Chancellor of the Duchy of Lancaster and Minister for the Cabinet
Office (): On 31 December last year, the UK left the EU’s Single
Market and Customs Union. This was the biggest change in the UK’s
trading relationships for decades. The Government has always been
clear that this meant change for business and for citizens,
including new processes and requirements.

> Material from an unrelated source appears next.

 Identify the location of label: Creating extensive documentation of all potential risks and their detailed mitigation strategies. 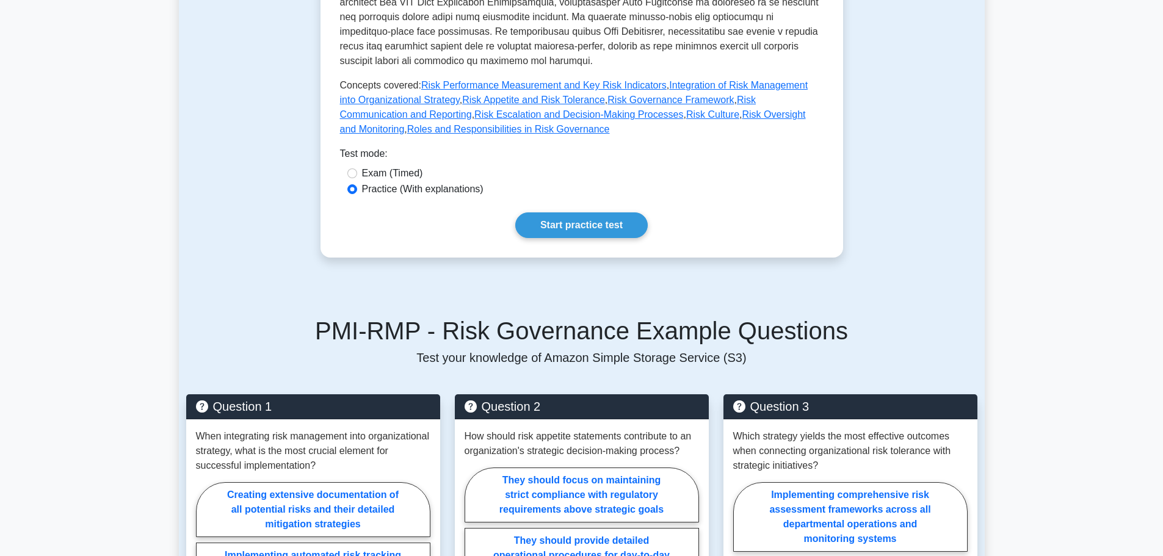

The first phase of such changes came in on 1 January. The
Government has put in place the staffing, infrastructure, and IT
to deal with the situation. Thanks to the hard work of traders
and hauliers, we have not seen anything like the generalised
disruption at our ports which many predicted, and supply chains
have shown themselves to be robust.
However, the Government recognises the scale and significance of
the challenges businesses have been facing in adjusting to the
new requirements, at the same time as dealing with the impacts of
COVID.
Last June, we announced a timetable for the phased introduction
of controls on imports from the EU into Great Britain, to ensure
businesses could prepare in a phased way. This timetable was
based on the impacts of the first wave of COVID. We know now that
the disruption caused by COVID has lasted longer and has been
deeper than we anticipated. Accordingly, the Government has
reviewed these timeframes.
Although we recognise that many in the border industry and many
businesses have been investing time and energy to be ready on
time, and indeed we in Government were confident of being ready
on time, we have listened to businesses who have made a strong
case that they need more time to prepare. In reviewing the
timeframes, we have given strong weight to the disruption which
has been caused, and is still being caused, by COVID, and the
need to ensure that the economy can recover fully.
We are therefore announcing today a clear revised timetable for
the introduction of controls, as follows:
- Pre-notification requirements for Products of Animal Origin
(POAO), certain animal by-products (ABP), and High Risk Food Not
Of Animal Origin (HRFNAO) will not be required until 1 October
2021. Export Health Certificate requirements for POAO and certain
ABP will come into force on the same date.
- Customs import declarations will still be required, but the
option to use the deferred declaration scheme, including
submitting supplementary declarations up to six months after the
goods have been imported, has been extended to 1 January 2022.
- Safety and Security Declarations for imports will not be
required until 1 January 2022.
- Physical SPS checks for POAO, certain ABP, and HRFNAO will
not be required until 1 January 2022. At that point they will
take place at Border Control Posts.
- Physical SPS checks on high risk plants will take place at
Border Control Posts, rather than at the place of destination as
now, from 1 January 2022.
- Pre-notification requirements and documentary checks,
including phytosanitary certificates will be required for low
risk plants and plant products, and will be introduced from 1
January 2022.
- From March 2022, checks at Border Control Posts will take
place on live animals and low risk plants and plant products.
Traders moving controlled goods into Great Britain will continue
to be ineligible for the deferred customs declaration approach.
They will therefore be required to complete a full customs
declaration when the goods enter Great Britain.
Controls and checks on Sanitary and Phytosanitary goods are of
course a devolved matter and we continue to work closely with the
Devolved Administrations on their implementation, in particular
with the Welsh Government on their timetable for completing
supporting Border Control Post infrastructure in Wales.
We will continue to engage extensively with businesses to support
them to adjust to the new requirements already in place and to
prepare for the new requirements set out above so that they can
continue to trade successfully under the new arrangements.